We never talked about anything at home, futures, nothing.  We were supposed to figure it out on our own.  My father started fondling me nightly when I was just over ten.   I didn't know that wasn't normal either, since we lived in such isolation.  I was already climbing out my bedroom window to seek solace in the forest but when he started doing that, I spent a good deal of my time hiding out in the woods.  I didn't have summer jobs like my brothers either  I worked, starting at 13, for my father at his office, dawn til dark, for no pay.  My brothers got pay jobs and I became further depressed.  He really mocked me one summer.  I was older by then, in high school (also a religious school).  He told me he'd pay me that summer, but with a camera.  However, after letting me use it three months, he took it back.

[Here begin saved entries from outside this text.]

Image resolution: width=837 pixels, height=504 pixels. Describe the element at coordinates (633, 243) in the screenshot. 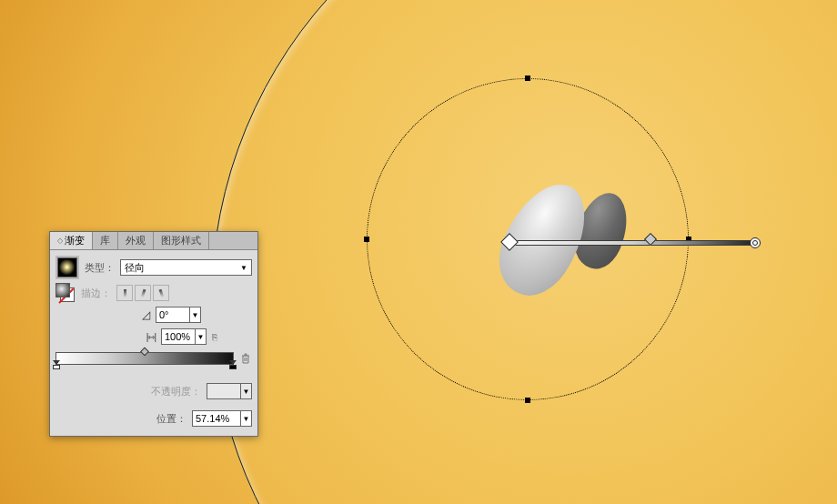

I see `gradient-annotator` at that location.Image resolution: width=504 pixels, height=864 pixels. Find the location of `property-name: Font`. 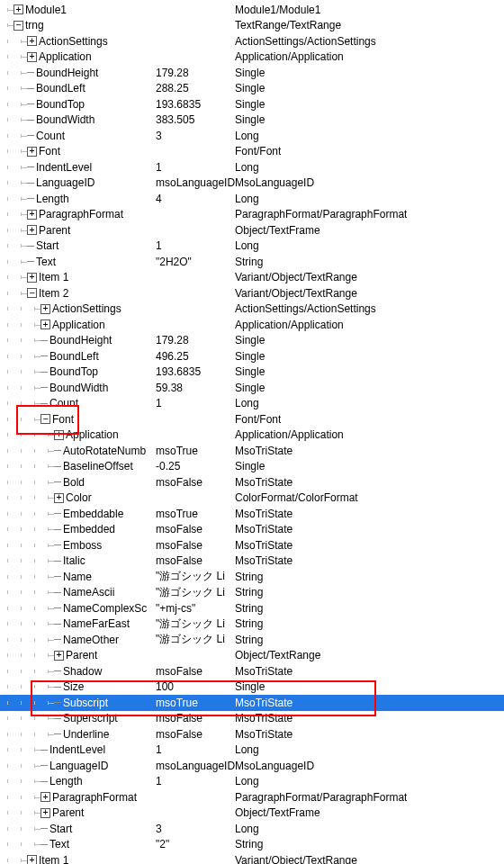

I went to college, two years down at a religious college in California, but the biology instructor told me I was wasting myself there, that I was genius level bright and I would not get a decent education there.  But he had no idea what all my problems were with my home life, that I was alone, had no one normal to turn to for advice of any kind.  I transferred to OSU and almost immediately was referred for counseling and then to a shrink who took me out of school, told me I was nuts, and ruined the rest of my life, because I believed him.

So that, in a nutshell, is how I ended up poor.  A county caseworker, signed me for SSI, and having had such a childhood, taught to conform and believe authority, I didn't question that they might be wrong, that I might not be crazy after all.  Well that's how I ended poor for life.  And after I finally left the mental system, after that beating that nearly killed me, I've been in pain in and out, from injuries after that beating, have had a series of surgeries, and got involved helping cats until that ended when Poppa closed and that's my story.  I do the best I can.

I'm poor and at my age, there's probably no way out of it.

Nutria are an invasive species in Oregon that are wildly prolific.  They were released here by former beaver trappers, who had destroyed populations of that animal, for their skins, and were looking to find a cheap replacement with a similar pelt.

You don't want a nutria sinking their huge yellow front teeth through your ankle if you step on one, in the dark.  They can become quite large, especially the mature males.  They eat grass and reeds and stuff but they also eat cat food and I've had two nutria, big males, come at me, which doesn't go over well with me.  I charged right back at them.  


Their meat is oily and musty and most people would probably throw up on it or gag.  But if you're hungry, you'll eat pretty much anything I suppose. I also know I can raise mice, if I must, to feed the cats.  I don't want the extra work and mess of raising mice, but if I had to, you bet I would do just that, rather than let them starve or sit wringing my hands.

 I think last minute the government people are going to change their diapers and stop howling and get things going again.

You never know.  But I have something of a plan devised if they don't, so me and my cats can survive.

For two and a half days now, I've stayed home, nursing this cold and achy sickness.  I don't want to spread my misery.  By this evening, I'm feeling better but I will continue with the extra rest and fluids for now, to get over it.  I drink tea, with honey, and read, then sleep some more.  I really want to feel good again so I can get out there and finish projects and get some things done.